Leaving aside hashing and suchlike, we've used this for a while in multiple
places.
It's a ripoff of the C binsrch algorithm in the Tenenbaum data structures book,
so there's nothing ~that~ proprietary about it.
I edited it to take out our specific stuff, so check carefully as I may have
missed a variable.
I'm sure it's easy to rip apart from an elegance standpoint, but it does what
it says on the tin well enough.
I removed all our site specific macros, so you should be able to adapt it
easily enough.
***********************************************************************
* BINARY SEARCH FOR REQUESTED TABLE ENTRY *
* NTRY: R1: KEY TO FIND *
* EXIT: FULL: A(RECORD) - CC:EQ *
* FULL: A(INSERTION POINT) - CC:NEQ *
***********************************************************************
SPACE 1
BSRCH <use your favorite register preserving macro>
LR R4,R1 R4 = A(KEYARG)
L R5,=A(YOUR TABLE) R5 = A(START OF DATA)

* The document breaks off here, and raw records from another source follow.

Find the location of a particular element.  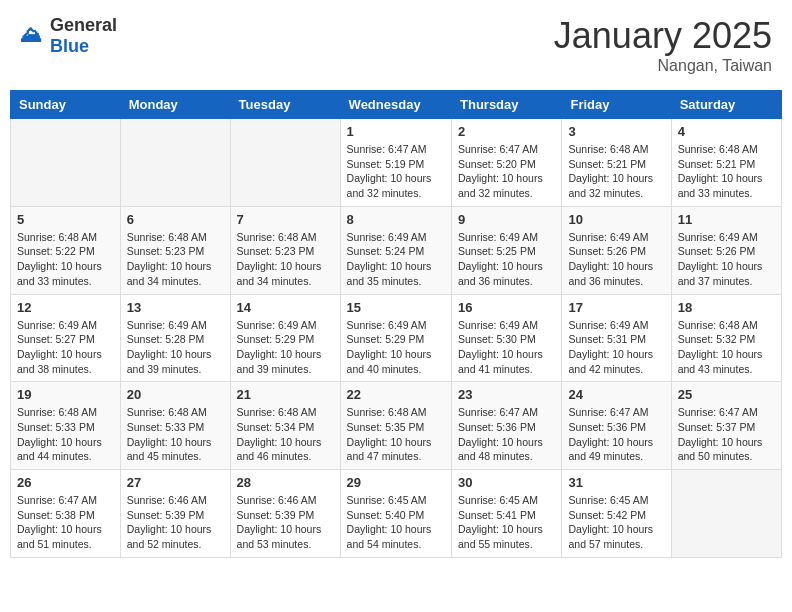

month-title: January 2025 is located at coordinates (663, 36).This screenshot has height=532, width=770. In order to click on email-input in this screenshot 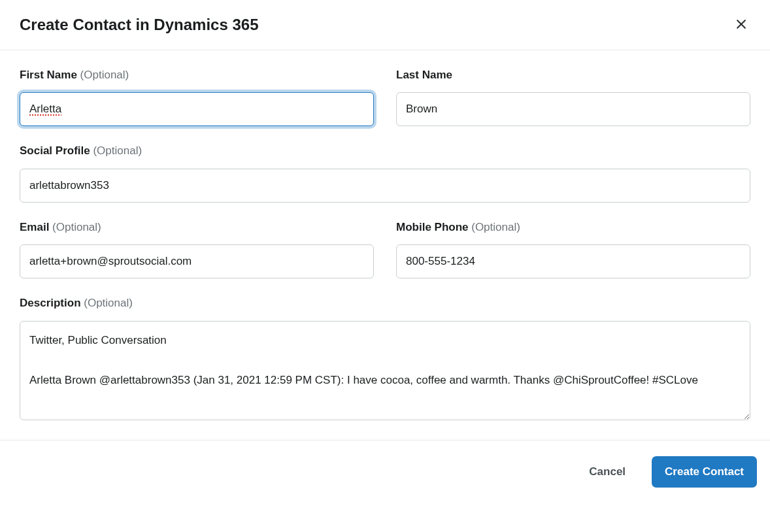, I will do `click(197, 261)`.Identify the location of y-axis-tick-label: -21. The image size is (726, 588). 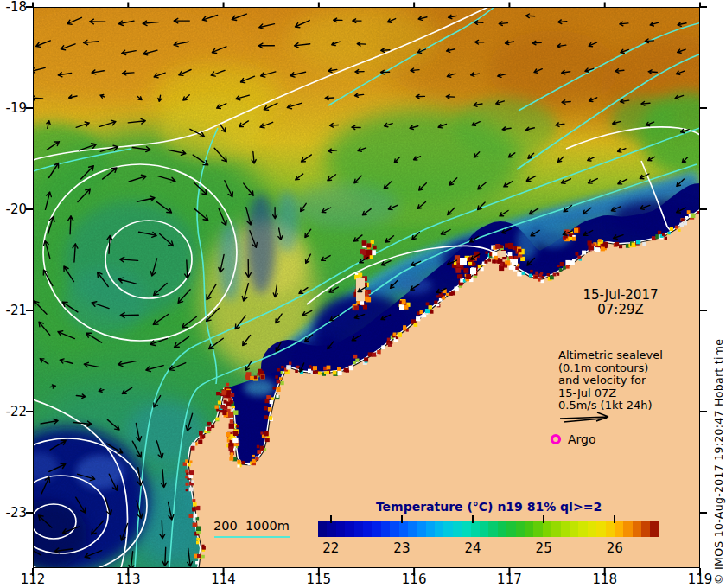
(14, 310).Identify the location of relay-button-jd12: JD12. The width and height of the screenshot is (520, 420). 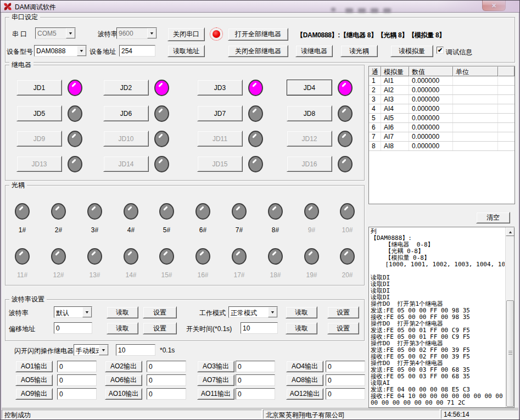
(310, 138).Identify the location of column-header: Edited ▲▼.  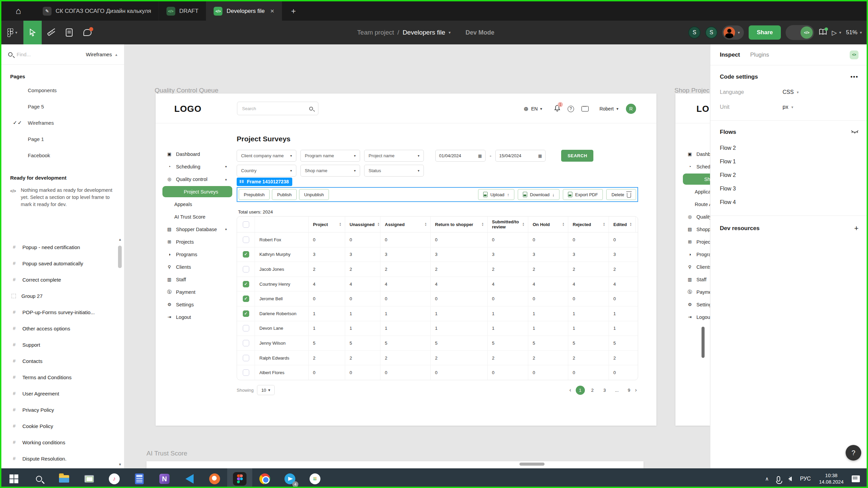
(622, 224).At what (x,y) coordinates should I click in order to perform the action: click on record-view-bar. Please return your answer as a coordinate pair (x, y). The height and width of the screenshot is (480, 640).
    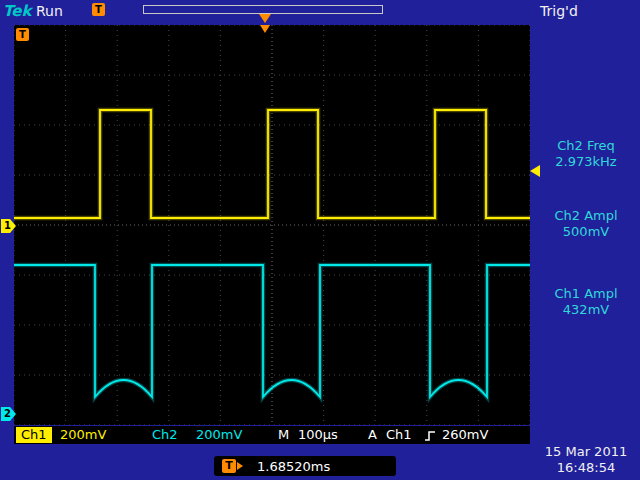
    Looking at the image, I should click on (263, 10).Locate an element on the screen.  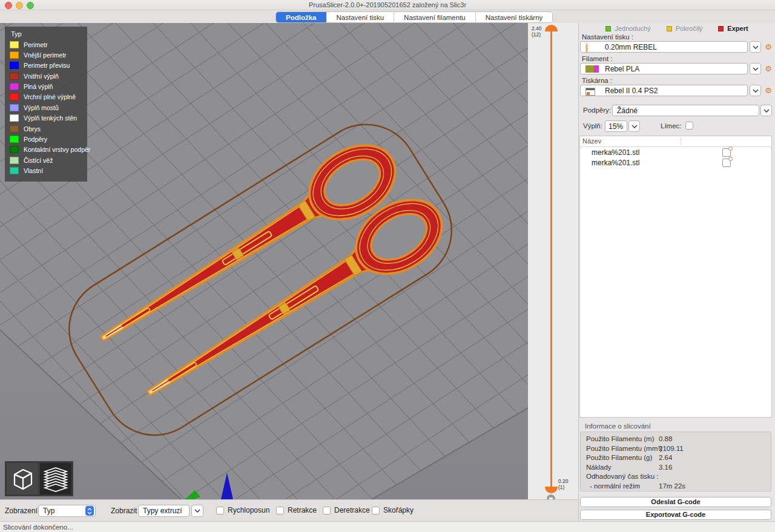
filament-gear-icon: ⚙ is located at coordinates (768, 69).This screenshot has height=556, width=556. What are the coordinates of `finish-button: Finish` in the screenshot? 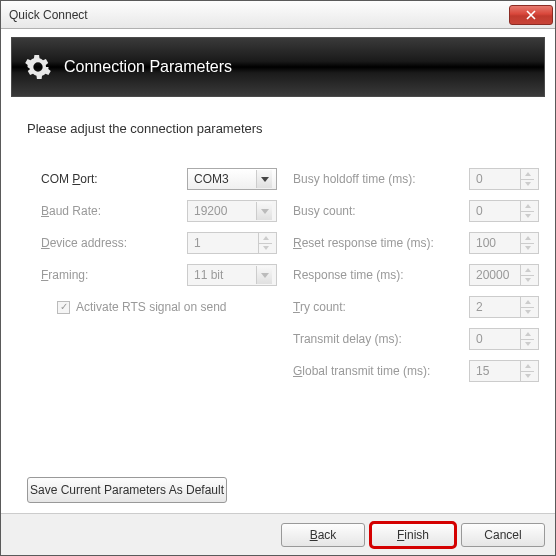 It's located at (413, 535).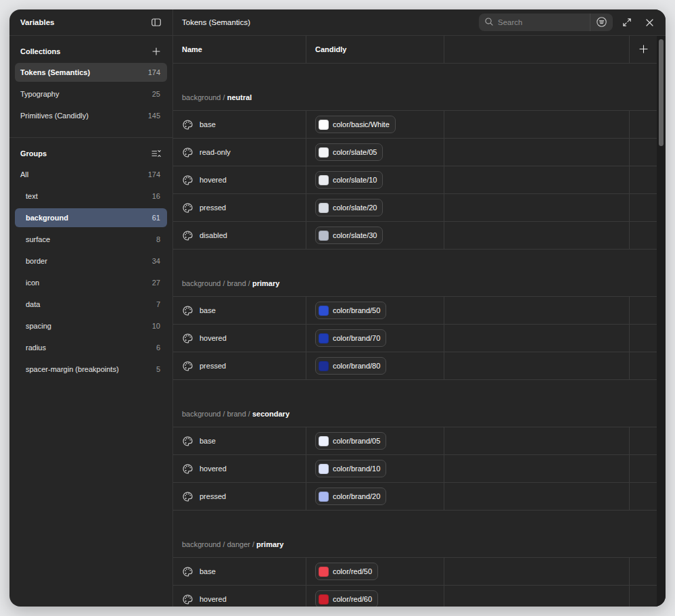 The image size is (675, 616). What do you see at coordinates (350, 441) in the screenshot?
I see `alias-chip: color/brand/05` at bounding box center [350, 441].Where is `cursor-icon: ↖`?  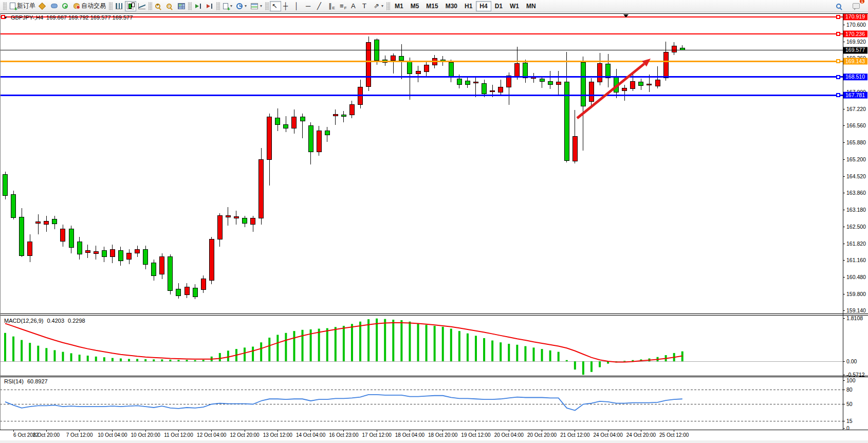 cursor-icon: ↖ is located at coordinates (274, 6).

L R0,=A(length of table) R0 = LENGTH OF DATA IN
BUFFER
SRDL R0,32
*
LHI RF,l'single entry RF = LENGTH OF SINGLE ENTRY
DR R0,RF
CHI R1,6
BL SQSRCH LESS THAN 6 - DO SEQUENTIAL SEARCH
*
XR R0,R0 R0 = LOW
BCTR R1,0 R1 = HIGH
LHI RE,l'key-1 RE = L'KEY-1
*
BSRCH02 CR R0,R1 WHILE LOW <= HIGH
BH BSRCH04 R0 POINTS TO INSERTION POINT
*
LR R3,R0 R3 = MID
AR R3,R1
SRL R3,1 MID=(HIGH+LOW)/2
*
LR RF,R3
MH RF,ISKEYLN4
AR RF,R5 RF=A(TEST ENTRY)
*
EX RE,BSMTCH TRY TO MATCH KEY
BE BSXIT KEY == K(MID)
*
BL *+12
LA R0,1(R3) IF CC HIGH : LOW = MID+1
B BSRCH02
*
LR R1,R3 IF CC LOW : HIGH = MID-1;
BCTR R1,0
B BSRCH02
*
BSRCH04 LR RF,R0
MH RF,ISKEYLN4
AR RF,R5
B BSXIT
*
SQSRCH L RF,=A(YOUR TABLE)
L R1,=A(YOUR TABLE)
A R1,=a(l'table)
AHI R1,l'entry R1 = A(LAST ENTRY)
*
LHI R0,l'entry R0 = L'ENTRY
LHI RE,l'key-1 RE = L'KEY-1
*
SSRCH02 EX RE,BSMTCH TRY TO MATCH KEY
BNH BSXIT
BXLE RF,R0,SSRCH02
DC H'0'
*
BSMTCH CLC 0(0,R4),0(RF) COMPARE REQUESTED KEY WITH RECORD
*
BSXIT ST RF,FULL
<restore your registers>
-----Original Message-----
From: IBM Mainframe Assembler List [mailto:[email protected]] On
Behalf Of Rob van der Heij
Sent: Monday, October 21, 2013 7:50 AM
To: [email protected]
Subject: Re: Linear search vs binary
If you want to make it 4096 entries, you could step through the table with
binary search very cheap by shifting a mask on each pass. I would already think
about it with 35 entries... ;-)
On 21 October 2013 13:32, Dougie Lawson <[email protected]> wrote:
> If I have a table of 3,500 entries of twelve bytes (I'm doing a
> compare of eight bytes to find the entry I'm looking for and a check
> on a half word marker for the end of the table to avoid running off
> the end) then is it worth the pain of re-writing it as a binary search.
>
> If it is worth the pain and does anyone have a sample binary search
> tucked away.
>
> The table is built into a CSECT at the bottom of my code. I can
> restructure it if we need any special pointers to make a binary search work.